The system discussed is used for the nation members across all health disciplines, and the system is designed to be culturally sensitive to First Nations. Terms and pictures that resonate with First Nations members are used throughout the system. goal setting and success monitoring tools are available as are delivery of notes to the Members to ensure they feel included the management of their own health care.

The systems architecture is based on the concept of disconnected use due to the travel requirements to areas with little or no network connectivity by the clinicians.

The personal health promotion aspects discussed earlier as the equal rights and responsibilities layers up to community health care management and reporting, providing better insight into the overall status of health in First Nations.

The Power of Consumer Health, Microsoft

Kevin stated that people have difficulty understanding and acting on health information & 80% of Internet users seek health related information online.

the platform advertised is a cloud based health repository called Microsoft Health Vault. It is live in the US, UK, Germany, and a fees other countries. Not Canada. My personal health information in the cloud. Hmmm, not sounding good to me yet.

It is Canada FOI approved, and used in hospitals in the US such as NYP (myNYP.org). In Canada, Telus is involved as the exclusive partner, the platform is called TelusHealthSpace.com. The concept is that EMRs connect to provide connectivity to the health consumer, particular vendors of equipment such as LifeScan interconnect as well for real time data availability. Data is automatically uploaded to your account, and forwarded to your EMR, if it is interconnected. medPalz is a children's health social network that is also interconnected.

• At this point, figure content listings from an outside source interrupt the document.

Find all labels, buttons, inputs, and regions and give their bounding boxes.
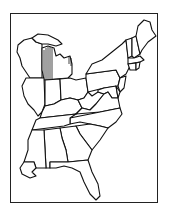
state-louisiana: [20, 162, 36, 178]
state-maine: [136, 20, 156, 54]
state-florida: [50, 160, 100, 200]
state-ohio: [60, 78, 88, 100]
state-michigan-lp: [42, 46, 72, 80]
eastern-us-map: [0, 0, 169, 212]
state-rhode-island: [136, 62, 140, 70]
state-connecticut: [128, 63, 136, 70]
state-illinois: [22, 78, 45, 116]
state-wisconsin: [17, 38, 42, 78]
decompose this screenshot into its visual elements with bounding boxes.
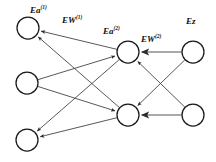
- network-node: [182, 41, 204, 63]
- label-base: EW: [141, 34, 155, 44]
- label-base: Ea: [30, 5, 41, 15]
- edge: [38, 37, 119, 108]
- label-ea1: Ea(1): [30, 6, 47, 15]
- backpropagation-diagram: Ea(1)EW(1)Ea(2)EW(2)Ez: [0, 0, 216, 162]
- label-ew2: EW(2): [141, 35, 161, 44]
- label-ew1: EW(1): [62, 16, 82, 25]
- network-node: [16, 72, 38, 94]
- network-node: [17, 17, 39, 39]
- network-graph-canvas: [0, 0, 216, 162]
- label-ez: Ez: [186, 17, 196, 26]
- label-superscript: (2): [114, 25, 120, 31]
- edge: [38, 56, 115, 80]
- edge: [138, 60, 185, 106]
- label-superscript: (1): [41, 4, 47, 10]
- label-base: Ea: [103, 26, 114, 36]
- edge: [138, 61, 185, 107]
- network-node: [16, 129, 38, 151]
- label-base: EW: [62, 15, 76, 25]
- edges-group: [37, 31, 185, 137]
- network-node: [117, 41, 139, 63]
- label-superscript: (1): [76, 14, 82, 20]
- edge: [38, 86, 115, 110]
- network-node: [182, 104, 204, 126]
- edge: [40, 118, 117, 137]
- label-ea2: Ea(2): [103, 27, 120, 36]
- network-node: [117, 104, 139, 126]
- label-base: Ez: [186, 16, 196, 26]
- nodes-group: [16, 17, 204, 151]
- label-superscript: (2): [155, 33, 161, 39]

In summary of the Microsoft/Telus offering, it's certainly become more interesting, but I'm interested to see how this kind of solution will work alongside the HealthLinkBC solution. In fact, I'd be questioning a bit of the commercialization aspects because it seems that to be really effective in improving the quality of healthcare, and not just lining Telus' pockets, there needs to be a more open solution that allows any EMR and hardware vendor to interact. I'll be curious to know what this service costs an individual as well.

A question was asked of the HealthLink people as to whether they have any measurement on how much HealthLink may have reduced the demand on clinical services in BC. Marie stated that they don't really know where the patient ends up, and if they came there directed by HealthLink. They keep statistics on how patients are advised, and hope that the advice is followed. John added that a certain percentage of the callers regarding the H1N1 situation noted a satisfaction with the information given, and that they would not be going to the hospitals or clinics. This is not backed by any numbers other than "substantial" but seems to be a good start. I think the message is clear to HealthLinkBC that the people attending this conference and providing health care services to BC would like to understand the value.